* [About this exercise]: Set down exactly the lines below between the line holding "Image resolution: width=1342" and the line holding "The image size is (631, 355).", inclusive; no other line belongs in the answer.

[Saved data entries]
--*--

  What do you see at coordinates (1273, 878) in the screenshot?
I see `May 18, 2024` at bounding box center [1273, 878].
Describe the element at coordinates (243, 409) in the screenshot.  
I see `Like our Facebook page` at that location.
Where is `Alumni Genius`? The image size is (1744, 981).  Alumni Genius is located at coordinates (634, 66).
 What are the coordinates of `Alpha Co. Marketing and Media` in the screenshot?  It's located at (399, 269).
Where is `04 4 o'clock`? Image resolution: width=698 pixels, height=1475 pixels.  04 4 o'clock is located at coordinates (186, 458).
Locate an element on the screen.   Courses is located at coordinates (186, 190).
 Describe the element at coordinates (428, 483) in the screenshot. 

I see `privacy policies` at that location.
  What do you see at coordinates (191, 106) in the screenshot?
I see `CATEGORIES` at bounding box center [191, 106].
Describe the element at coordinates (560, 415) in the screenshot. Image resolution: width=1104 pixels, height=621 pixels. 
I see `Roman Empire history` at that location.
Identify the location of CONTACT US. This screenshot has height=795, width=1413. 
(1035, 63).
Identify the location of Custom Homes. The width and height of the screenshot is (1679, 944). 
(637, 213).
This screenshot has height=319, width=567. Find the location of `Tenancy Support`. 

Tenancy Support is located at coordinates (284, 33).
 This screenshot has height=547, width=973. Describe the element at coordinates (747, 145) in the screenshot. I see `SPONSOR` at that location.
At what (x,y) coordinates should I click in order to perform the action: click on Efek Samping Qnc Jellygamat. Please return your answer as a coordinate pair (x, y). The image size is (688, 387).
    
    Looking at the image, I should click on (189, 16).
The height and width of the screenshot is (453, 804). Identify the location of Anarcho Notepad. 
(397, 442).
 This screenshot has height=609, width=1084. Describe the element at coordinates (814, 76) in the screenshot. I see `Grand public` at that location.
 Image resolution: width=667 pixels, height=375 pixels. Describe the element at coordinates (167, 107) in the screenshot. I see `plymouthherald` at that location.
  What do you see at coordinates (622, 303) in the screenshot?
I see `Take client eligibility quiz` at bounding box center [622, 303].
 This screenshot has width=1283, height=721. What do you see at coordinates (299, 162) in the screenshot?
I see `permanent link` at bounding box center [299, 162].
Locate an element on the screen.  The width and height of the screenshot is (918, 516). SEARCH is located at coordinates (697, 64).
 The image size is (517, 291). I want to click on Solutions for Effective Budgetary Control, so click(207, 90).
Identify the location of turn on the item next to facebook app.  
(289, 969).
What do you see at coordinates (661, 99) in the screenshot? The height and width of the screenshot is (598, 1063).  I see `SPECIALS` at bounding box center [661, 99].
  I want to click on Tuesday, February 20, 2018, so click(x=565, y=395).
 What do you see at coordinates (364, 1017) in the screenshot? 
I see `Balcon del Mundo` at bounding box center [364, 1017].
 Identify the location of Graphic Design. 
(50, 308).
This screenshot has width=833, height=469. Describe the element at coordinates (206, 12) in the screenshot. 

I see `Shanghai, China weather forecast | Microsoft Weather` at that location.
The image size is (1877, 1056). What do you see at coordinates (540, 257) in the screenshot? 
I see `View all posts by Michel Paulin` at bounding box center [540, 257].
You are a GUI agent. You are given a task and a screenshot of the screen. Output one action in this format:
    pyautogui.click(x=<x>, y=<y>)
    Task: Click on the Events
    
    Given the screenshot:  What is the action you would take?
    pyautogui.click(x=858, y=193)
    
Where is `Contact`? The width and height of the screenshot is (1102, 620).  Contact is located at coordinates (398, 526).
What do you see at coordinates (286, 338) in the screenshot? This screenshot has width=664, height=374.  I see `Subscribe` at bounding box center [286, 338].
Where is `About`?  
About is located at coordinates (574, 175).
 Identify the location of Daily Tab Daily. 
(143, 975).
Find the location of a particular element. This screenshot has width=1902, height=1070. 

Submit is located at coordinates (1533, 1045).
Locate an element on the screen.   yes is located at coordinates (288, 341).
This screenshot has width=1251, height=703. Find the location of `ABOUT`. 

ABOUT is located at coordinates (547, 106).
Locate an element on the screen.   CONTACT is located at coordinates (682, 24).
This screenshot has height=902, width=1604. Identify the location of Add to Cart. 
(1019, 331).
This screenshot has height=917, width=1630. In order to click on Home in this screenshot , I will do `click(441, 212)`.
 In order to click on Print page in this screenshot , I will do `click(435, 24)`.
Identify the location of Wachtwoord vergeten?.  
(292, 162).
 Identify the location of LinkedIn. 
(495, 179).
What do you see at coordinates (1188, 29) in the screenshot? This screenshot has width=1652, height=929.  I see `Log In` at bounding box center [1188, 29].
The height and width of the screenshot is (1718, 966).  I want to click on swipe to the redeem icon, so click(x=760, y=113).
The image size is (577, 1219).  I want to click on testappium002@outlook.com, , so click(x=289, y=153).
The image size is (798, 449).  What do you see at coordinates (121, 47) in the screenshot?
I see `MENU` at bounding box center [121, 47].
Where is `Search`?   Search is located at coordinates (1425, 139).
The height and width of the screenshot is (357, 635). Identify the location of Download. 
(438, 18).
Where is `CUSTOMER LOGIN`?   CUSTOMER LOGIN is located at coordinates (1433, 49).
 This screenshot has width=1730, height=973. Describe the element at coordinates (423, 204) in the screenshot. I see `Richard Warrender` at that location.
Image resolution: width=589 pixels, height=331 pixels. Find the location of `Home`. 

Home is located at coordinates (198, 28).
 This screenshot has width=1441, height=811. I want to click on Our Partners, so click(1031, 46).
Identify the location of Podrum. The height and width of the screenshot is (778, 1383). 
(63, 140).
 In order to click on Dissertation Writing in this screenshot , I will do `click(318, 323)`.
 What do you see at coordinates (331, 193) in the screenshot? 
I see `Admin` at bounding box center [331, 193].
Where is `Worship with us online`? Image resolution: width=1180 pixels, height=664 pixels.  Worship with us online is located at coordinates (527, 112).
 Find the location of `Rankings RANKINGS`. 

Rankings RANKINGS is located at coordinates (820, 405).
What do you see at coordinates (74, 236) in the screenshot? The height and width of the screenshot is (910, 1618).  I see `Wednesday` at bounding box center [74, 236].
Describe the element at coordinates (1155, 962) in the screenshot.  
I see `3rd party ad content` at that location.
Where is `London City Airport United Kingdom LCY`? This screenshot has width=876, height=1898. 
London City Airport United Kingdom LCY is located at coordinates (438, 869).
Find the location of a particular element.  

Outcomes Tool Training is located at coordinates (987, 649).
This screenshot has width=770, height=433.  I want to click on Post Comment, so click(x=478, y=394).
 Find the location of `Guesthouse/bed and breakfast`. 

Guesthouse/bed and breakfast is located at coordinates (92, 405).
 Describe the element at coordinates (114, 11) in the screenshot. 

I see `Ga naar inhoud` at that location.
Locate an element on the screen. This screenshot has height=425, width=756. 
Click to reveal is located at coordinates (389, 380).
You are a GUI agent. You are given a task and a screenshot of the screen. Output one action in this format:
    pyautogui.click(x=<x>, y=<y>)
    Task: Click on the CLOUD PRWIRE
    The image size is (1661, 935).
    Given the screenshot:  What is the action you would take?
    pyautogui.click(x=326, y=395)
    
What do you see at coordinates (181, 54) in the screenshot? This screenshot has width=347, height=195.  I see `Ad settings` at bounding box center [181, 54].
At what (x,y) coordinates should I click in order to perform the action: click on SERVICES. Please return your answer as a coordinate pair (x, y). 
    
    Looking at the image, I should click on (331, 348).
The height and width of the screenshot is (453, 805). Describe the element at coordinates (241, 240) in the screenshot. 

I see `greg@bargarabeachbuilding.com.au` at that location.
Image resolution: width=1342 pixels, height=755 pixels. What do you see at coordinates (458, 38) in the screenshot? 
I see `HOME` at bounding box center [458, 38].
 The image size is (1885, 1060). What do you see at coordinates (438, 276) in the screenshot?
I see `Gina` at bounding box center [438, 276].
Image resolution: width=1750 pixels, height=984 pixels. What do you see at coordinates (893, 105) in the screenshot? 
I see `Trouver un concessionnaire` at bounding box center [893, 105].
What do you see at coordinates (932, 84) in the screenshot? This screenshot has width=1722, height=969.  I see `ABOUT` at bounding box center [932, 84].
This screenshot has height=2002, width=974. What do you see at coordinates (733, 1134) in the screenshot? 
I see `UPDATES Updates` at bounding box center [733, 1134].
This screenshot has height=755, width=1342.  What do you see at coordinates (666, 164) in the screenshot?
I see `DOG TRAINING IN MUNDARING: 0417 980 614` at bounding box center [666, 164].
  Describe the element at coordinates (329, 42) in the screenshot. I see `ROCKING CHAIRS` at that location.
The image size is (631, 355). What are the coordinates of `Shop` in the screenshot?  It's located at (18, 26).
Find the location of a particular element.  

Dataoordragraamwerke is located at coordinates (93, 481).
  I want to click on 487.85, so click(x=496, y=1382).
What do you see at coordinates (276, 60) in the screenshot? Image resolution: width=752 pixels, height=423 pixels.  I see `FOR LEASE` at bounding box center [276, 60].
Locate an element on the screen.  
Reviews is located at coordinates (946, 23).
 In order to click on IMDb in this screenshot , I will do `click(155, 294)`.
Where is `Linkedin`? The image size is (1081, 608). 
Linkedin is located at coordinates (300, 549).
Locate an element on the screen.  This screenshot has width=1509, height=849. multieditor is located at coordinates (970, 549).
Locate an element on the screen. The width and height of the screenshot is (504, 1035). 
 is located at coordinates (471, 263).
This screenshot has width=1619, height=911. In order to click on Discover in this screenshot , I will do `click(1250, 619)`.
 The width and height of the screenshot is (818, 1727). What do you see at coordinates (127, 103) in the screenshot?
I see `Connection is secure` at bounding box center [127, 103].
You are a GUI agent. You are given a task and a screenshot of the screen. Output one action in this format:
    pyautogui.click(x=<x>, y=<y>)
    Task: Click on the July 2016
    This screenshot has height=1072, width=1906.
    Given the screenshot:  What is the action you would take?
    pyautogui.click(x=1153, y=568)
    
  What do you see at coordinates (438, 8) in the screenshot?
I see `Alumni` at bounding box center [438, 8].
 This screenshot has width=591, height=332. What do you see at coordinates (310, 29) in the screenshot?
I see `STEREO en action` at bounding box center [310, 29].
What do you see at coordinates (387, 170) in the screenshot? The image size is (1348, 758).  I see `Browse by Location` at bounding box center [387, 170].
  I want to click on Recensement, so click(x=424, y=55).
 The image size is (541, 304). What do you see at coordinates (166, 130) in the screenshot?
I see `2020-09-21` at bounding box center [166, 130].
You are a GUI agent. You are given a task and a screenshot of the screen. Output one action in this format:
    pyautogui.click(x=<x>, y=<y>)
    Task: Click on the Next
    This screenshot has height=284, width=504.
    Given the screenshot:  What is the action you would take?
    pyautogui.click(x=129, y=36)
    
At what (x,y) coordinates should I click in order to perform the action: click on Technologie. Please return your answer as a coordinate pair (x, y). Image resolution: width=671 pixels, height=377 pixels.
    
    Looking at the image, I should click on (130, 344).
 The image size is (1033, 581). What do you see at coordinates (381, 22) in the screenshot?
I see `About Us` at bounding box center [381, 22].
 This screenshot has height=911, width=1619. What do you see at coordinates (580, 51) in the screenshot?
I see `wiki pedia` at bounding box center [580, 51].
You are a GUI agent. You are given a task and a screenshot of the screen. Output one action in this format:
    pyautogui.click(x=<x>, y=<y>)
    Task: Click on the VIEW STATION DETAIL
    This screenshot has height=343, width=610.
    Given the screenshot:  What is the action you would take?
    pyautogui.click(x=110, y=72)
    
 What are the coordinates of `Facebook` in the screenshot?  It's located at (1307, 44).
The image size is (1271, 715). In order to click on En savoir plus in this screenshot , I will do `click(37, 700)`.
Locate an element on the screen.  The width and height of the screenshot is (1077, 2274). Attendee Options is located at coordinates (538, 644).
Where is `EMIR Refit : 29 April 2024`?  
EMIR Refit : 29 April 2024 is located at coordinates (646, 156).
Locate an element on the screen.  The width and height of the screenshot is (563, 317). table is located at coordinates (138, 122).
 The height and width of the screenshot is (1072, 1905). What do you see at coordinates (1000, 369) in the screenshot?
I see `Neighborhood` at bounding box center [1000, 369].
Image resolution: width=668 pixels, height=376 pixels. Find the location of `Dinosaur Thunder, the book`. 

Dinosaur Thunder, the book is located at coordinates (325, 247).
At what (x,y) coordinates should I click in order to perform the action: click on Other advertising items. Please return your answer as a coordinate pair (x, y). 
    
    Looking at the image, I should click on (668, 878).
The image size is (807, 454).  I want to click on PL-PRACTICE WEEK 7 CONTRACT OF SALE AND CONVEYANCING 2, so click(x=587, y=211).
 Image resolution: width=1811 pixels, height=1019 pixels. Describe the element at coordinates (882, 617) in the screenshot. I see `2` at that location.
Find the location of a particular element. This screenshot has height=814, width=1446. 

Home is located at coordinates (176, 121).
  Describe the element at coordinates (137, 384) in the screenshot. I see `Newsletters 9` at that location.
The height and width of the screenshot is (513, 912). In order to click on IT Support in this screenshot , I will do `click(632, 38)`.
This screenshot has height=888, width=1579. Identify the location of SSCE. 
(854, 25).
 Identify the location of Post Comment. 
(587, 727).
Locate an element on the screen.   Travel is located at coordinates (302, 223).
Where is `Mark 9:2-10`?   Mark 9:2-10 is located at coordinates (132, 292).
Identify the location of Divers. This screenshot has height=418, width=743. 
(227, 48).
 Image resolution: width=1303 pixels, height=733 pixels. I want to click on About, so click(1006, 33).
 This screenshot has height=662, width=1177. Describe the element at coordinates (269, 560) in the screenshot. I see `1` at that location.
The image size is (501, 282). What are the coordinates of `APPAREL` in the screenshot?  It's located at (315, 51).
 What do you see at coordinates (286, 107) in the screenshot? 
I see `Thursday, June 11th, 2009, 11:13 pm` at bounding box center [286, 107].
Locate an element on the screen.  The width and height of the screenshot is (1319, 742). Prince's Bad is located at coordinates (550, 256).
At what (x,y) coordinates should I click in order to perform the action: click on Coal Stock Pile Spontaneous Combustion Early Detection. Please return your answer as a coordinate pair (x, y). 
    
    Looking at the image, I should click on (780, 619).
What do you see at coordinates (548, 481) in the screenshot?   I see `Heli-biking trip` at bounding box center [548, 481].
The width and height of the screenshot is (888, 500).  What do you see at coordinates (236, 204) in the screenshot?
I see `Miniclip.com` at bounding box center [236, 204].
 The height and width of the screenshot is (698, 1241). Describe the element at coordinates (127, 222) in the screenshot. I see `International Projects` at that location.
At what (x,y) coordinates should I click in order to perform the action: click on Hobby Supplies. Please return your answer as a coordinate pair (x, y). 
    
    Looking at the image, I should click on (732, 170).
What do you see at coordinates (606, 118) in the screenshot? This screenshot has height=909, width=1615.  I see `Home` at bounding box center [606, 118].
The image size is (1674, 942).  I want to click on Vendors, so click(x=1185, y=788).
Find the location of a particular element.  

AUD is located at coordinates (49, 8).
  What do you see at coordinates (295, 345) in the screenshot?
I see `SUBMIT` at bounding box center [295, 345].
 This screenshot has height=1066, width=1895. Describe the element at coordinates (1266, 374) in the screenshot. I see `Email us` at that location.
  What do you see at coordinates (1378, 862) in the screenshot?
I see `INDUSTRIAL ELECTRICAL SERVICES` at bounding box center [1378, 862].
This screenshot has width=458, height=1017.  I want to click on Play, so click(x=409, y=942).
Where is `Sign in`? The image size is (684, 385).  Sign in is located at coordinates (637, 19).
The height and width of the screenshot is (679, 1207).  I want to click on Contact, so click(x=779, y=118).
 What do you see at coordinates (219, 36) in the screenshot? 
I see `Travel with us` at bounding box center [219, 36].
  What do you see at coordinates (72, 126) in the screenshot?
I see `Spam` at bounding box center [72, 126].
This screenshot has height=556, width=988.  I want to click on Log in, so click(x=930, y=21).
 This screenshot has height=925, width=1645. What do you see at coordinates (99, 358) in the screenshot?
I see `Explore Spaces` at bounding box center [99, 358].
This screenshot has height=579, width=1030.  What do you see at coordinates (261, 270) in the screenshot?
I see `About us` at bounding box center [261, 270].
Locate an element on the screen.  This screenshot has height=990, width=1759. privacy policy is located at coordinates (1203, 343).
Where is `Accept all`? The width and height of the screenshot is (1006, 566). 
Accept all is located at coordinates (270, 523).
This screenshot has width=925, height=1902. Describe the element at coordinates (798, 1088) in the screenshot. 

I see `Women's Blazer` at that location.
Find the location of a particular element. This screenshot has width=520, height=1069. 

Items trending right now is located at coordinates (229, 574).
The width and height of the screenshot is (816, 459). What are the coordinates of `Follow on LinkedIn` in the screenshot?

--*--

* [Solution for this exercise]:
Image resolution: width=1342 pixels, height=755 pixels. What do you see at coordinates (458, 38) in the screenshot? 
I see `HOME` at bounding box center [458, 38].
 The image size is (1885, 1060). What do you see at coordinates (438, 276) in the screenshot?
I see `Gina` at bounding box center [438, 276].
Image resolution: width=1750 pixels, height=984 pixels. What do you see at coordinates (893, 105) in the screenshot? 
I see `Trouver un concessionnaire` at bounding box center [893, 105].
What do you see at coordinates (932, 84) in the screenshot? This screenshot has width=1722, height=969.  I see `ABOUT` at bounding box center [932, 84].
This screenshot has height=2002, width=974. What do you see at coordinates (733, 1134) in the screenshot? 
I see `UPDATES Updates` at bounding box center [733, 1134].
This screenshot has height=755, width=1342.  What do you see at coordinates (666, 164) in the screenshot?
I see `DOG TRAINING IN MUNDARING: 0417 980 614` at bounding box center [666, 164].
  Describe the element at coordinates (329, 42) in the screenshot. I see `ROCKING CHAIRS` at that location.
The image size is (631, 355). What are the coordinates of `Shop` in the screenshot?  It's located at (18, 26).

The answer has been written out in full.